Researchers found that compared to brains on a balanced diet, not only do brains fed a high-fat diet display noticeable differences, those differences appear after only ONE DAY of indulgence!
Said professor and director of the Diabetes and Obesity Center of Excellence, Micheal Schwartz,"That was quite a shock....This might reflect fundamental biological changes in how the brain works that help explain why it's so hard to keep weight off."
In his research, Schwartz found that rats and mice switched to a high-fat diet (compareable to the "modern American diet") showed inflammation of the hypothalmus after just one day. Interesting, because the hypothalmus is the area of our brains responsible for appetite control and body weight and espeically interesting, because though previous studies have shown similar inflammation in the brains of obese animals, in this study, Schwartz found these changes happening in animals of a healthy weight, before they actually gained anything!
"I would be concerned about this...If we can see these responses occurring rapidly with eating high-fat foods in excess, maybe we as humans should think that there are potential consequences for indiscriminate eating." said Schwartz.

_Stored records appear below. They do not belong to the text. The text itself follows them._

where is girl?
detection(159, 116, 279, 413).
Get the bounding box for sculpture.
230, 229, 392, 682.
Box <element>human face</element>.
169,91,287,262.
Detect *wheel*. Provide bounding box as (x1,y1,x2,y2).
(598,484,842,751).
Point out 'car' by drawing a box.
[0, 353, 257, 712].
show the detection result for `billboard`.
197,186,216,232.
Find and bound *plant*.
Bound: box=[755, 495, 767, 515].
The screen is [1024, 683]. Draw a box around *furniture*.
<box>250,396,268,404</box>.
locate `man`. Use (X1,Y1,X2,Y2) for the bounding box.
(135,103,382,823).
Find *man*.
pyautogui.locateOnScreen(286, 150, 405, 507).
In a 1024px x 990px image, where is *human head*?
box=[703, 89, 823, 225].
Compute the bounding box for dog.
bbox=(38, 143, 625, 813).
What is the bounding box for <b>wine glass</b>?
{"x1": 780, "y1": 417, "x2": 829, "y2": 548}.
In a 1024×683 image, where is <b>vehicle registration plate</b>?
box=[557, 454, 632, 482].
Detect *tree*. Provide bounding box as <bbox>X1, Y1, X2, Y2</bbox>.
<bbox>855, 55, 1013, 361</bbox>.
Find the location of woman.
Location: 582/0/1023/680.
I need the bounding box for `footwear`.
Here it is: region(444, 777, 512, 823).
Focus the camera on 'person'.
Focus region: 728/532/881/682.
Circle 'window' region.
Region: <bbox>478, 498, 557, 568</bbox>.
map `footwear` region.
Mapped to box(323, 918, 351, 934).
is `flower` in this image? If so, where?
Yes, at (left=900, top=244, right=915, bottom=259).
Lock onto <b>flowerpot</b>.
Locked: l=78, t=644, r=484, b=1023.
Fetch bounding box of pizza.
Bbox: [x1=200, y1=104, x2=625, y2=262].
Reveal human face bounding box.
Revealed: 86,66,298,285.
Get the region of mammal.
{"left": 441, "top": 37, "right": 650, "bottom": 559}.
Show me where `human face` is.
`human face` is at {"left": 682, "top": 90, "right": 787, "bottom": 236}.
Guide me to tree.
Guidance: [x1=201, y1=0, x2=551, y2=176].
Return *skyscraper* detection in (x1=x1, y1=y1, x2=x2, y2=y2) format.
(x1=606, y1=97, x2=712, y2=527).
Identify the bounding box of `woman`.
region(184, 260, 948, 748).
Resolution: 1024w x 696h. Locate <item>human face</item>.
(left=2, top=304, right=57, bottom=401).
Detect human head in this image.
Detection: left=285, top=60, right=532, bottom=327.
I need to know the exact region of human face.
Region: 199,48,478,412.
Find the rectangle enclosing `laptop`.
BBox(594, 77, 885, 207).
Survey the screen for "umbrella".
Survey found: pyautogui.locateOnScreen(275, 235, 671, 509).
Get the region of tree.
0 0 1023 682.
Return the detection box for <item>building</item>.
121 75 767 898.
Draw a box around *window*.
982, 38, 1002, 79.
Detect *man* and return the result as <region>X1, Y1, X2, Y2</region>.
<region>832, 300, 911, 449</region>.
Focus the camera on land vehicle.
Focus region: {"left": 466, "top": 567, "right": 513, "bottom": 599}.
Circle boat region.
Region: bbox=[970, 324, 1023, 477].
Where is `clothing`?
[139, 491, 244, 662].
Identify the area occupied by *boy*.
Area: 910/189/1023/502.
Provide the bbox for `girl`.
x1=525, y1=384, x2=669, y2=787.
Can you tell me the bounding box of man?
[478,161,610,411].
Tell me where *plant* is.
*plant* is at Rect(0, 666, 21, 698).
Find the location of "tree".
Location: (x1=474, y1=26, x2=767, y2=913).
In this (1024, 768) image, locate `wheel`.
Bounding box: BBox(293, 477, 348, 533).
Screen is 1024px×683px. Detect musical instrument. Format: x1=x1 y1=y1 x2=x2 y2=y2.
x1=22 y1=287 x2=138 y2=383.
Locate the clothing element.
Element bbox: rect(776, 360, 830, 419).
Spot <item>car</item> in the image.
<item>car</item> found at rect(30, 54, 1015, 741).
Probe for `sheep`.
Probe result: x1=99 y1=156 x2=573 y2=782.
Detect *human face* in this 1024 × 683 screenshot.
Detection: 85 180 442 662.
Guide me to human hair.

Of course, as another scientist, Rexford Ahima, endocronologists and co-writer of a commentary on this research, pointed out, we don't know for sure what this inflammation might mean yet. It may even be a GOOD thing - our bodies way of protecting the brain. Or, in another theory, it may be similar to our bodies jolt in insulin levels after eating sugar - normal and impermenant in most cases, though like insulin levels, damaging when they remain consistently high - as they do with obesity.
For now, though the findings are intriguing, the exact affect and purpose of this inflammation is unclear. A new study from Schwartz, this time studying the change from a high-fat to a healthful diet in the brain, is underway to offer more clues to it's meaning.